[ad_1]
Mayor Pete Buttigieg
is the latest novelty in democratic presidential politics, and while others have looked at its potential candidacy, I do not.
No indeed. After observing Wednesday at Northeastern University, I consider him a leader for our time. A transformational figure. A true Horatio Nelson fighting resolutely against the combined fleets of the banal and boring Trafalgar.
It was of course the really impressive $ 7 million he raised in the first quarter that immediately caught my eye. In this primary phase of campaign money, Buttigieg's decision was a "hello" from Adele-esque who made me go to Huntington Ave. to hear what this big Hoosier transporter from South Bend, in Indiana, had to say.
It turns out that I was much more impressed by the way he said it. The mayor, aged 37, has a power that I had long believed extinct in the under 50 years, and even less in the under 40 years. sign of the younger generations.
Have your millennium composed why he or she seeks the presidency, and the answer would be: "Well, I'm like, all the other candidates are older than Jerry Seinfeld, and my friends are all, like, are we still in the 1990s ?, so it's like, why not? "
But Mayor Pete's remarks were thoughtful and well constructed, and with a range of descriptors that avoided generational favorites such as "kewl", "awesome", "perfect" or "extraordinary", "awesome" and "awesome". mark the distant limits of the linguistic universe of our current president.
As I listened, I started to daydream: Do you remember how a generation of hippies shaved their beards and cut their hair to "clean up for Gene" McCarthy in 1968? Imagine legions of young activists making a "similar commitment to Buttigieg" by 2020. In my mind – or in the ear – generations X, Y and Z could organize meetings to train in imitate her wonderful speech strewn.

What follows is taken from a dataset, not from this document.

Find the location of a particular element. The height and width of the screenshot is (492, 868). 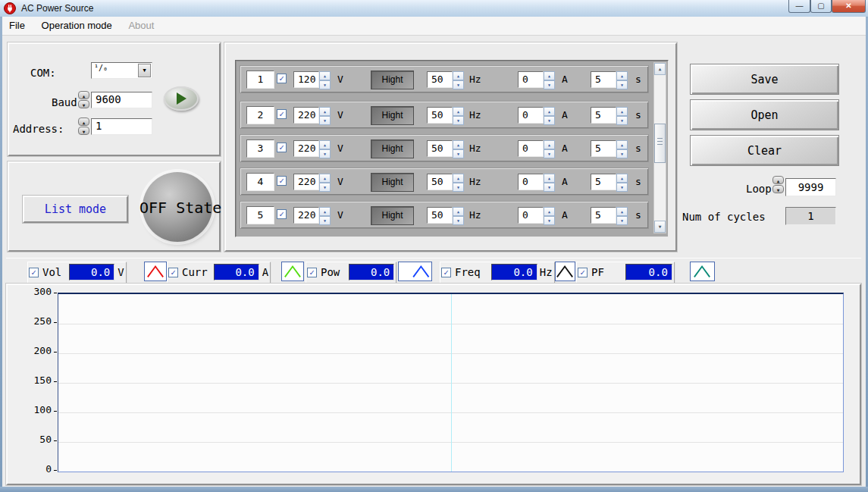

clear-button: Clear is located at coordinates (764, 150).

Okay, okay, I hear you already: Scottish, even by your picayune standards, it's a really trivial subject for a column. To which I can only answer in style, if not the exact words, of the captivating narrative of the warrior poet Wilfred Owen about a gas attack of the First World War: If last weekend you too were sitting reading at the door of an airport then swarm of MIT students who quickly began to love at the pace of an auctioneer; if you had searched in vain for auricles like a litany of similar ones exploded like mortars against your eardrums; if, in your desperate struggle for overweight sound, you too had stranded on distant seats, only to find them haunted by a horde of horrible children screaming like an apprentice hyena; Well, my friends, you would not repeat the old lie that says it's nice to hear young people speaking in their own language.

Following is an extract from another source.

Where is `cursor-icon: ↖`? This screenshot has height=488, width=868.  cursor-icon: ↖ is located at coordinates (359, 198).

Ahem. But let me not be obsessed with my nonsense. After all, this column is supposed to be dedicated to Mayor Pete. There are other reasons to hope that his big announcement next week will, as expected, be an official statement of his candidacy. First, he is an eloquent spokesperson for the generations on whom we are indebted – and he talks about climate change and other issues of intergenerational justice.
As he notes, his contemporaries will have to face the long-term consequences of many decisions made today. He is also right when he says that the political process will only begin to respond to young people's political preferences when politicians begin to fear that young citizens will not vote them if they do not.
These voters have a huge interest in a more far-sighted national policy, and their voices and views must be heard in this campaign.
And as far as Mayor Pete is concerned, listening is a unlikely pleasure.